Pretty much, although wording it that way treats the two slits asymmetrically, which isn't quite right. Perhaps "the wave function at the screen is a superposition of the contributions from both slits"?

In any case, you should be a bit cautious with wikipedia. Some pages are very good, some not so much... so approach with caution, and always take a look at the "Talk" page.
 
Yes, that is a better way to say it. Thanks.

I guess what I think is missing from the syllogism is that interference proves that the electron actually came via more than one discrete route. Since according to Feynman’s All Paths stuff, everything actually arrives via more than one path, I think one has to distinguish that for interference, those paths must somehow be discrete. Perhaps there is a better word than discrete?

And then that such a condition for an item is a superposition of states?

Thanks.
 
exmarine said:
I guess what I think is missing from the syllogism is that interference proves that the electron actually came via more than one discrete route. Since according to Feynman’s All Paths stuff, everything actually arrives via more than one path...
Interference demonstrates that the probability of finding the electron at a given position can be calculated by summing the phase shift along each possible path. The step from there to the conclusion that an electron or anything else is "actually" moving along all those paths feels natural (and might even be right), but it's a step beyond what has been demonstrated.

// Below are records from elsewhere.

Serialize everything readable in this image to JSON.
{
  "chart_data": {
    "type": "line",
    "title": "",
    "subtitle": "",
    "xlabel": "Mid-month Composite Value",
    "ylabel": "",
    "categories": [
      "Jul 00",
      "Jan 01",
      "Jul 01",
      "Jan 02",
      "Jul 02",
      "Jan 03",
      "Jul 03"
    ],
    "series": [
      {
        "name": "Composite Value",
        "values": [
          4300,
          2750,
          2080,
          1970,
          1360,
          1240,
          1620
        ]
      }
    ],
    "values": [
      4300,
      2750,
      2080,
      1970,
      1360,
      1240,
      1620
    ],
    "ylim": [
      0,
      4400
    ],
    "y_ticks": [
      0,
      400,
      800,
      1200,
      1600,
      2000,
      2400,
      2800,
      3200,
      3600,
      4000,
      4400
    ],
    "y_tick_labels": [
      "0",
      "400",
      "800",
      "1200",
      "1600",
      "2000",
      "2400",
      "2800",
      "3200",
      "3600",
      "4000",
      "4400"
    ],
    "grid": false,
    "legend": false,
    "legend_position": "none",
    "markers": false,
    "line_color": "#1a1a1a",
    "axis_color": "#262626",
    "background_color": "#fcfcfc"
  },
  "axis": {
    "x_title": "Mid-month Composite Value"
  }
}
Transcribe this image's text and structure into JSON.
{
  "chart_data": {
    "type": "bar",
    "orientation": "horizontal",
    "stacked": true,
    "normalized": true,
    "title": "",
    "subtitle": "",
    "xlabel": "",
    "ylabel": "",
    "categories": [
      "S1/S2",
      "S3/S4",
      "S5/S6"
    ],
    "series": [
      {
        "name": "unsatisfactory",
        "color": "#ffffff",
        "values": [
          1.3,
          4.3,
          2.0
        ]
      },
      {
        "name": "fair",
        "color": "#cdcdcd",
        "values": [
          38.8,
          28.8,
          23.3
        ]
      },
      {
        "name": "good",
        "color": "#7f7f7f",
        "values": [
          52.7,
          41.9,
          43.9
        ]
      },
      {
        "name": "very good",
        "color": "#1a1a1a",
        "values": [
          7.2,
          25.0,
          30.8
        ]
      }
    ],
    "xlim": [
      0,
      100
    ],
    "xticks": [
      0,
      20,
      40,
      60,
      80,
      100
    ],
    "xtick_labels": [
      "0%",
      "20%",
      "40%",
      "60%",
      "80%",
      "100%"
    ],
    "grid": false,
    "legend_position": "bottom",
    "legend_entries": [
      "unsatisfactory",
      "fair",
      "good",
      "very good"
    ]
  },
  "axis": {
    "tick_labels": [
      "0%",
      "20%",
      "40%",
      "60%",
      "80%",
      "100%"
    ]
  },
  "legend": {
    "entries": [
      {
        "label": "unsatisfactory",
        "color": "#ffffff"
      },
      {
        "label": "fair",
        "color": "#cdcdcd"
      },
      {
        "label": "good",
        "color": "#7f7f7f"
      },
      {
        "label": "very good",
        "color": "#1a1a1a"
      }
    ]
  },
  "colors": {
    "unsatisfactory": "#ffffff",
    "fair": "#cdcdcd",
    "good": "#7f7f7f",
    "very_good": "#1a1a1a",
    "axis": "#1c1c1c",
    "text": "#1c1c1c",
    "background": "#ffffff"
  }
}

I think one has to distinguish that for interference, those paths must somehow be discrete. Perhaps there is a better word than discrete?
Many observables (just about anything based the position or momentum of an unbound particle, for example) have continuous spectrums, so "discrete" isn't the right word. "Distinct" or "distinguishable" might work better? Best is not to rely on informal language at all; we're forming the vector sum of rays in Hilbert space and the question never arises.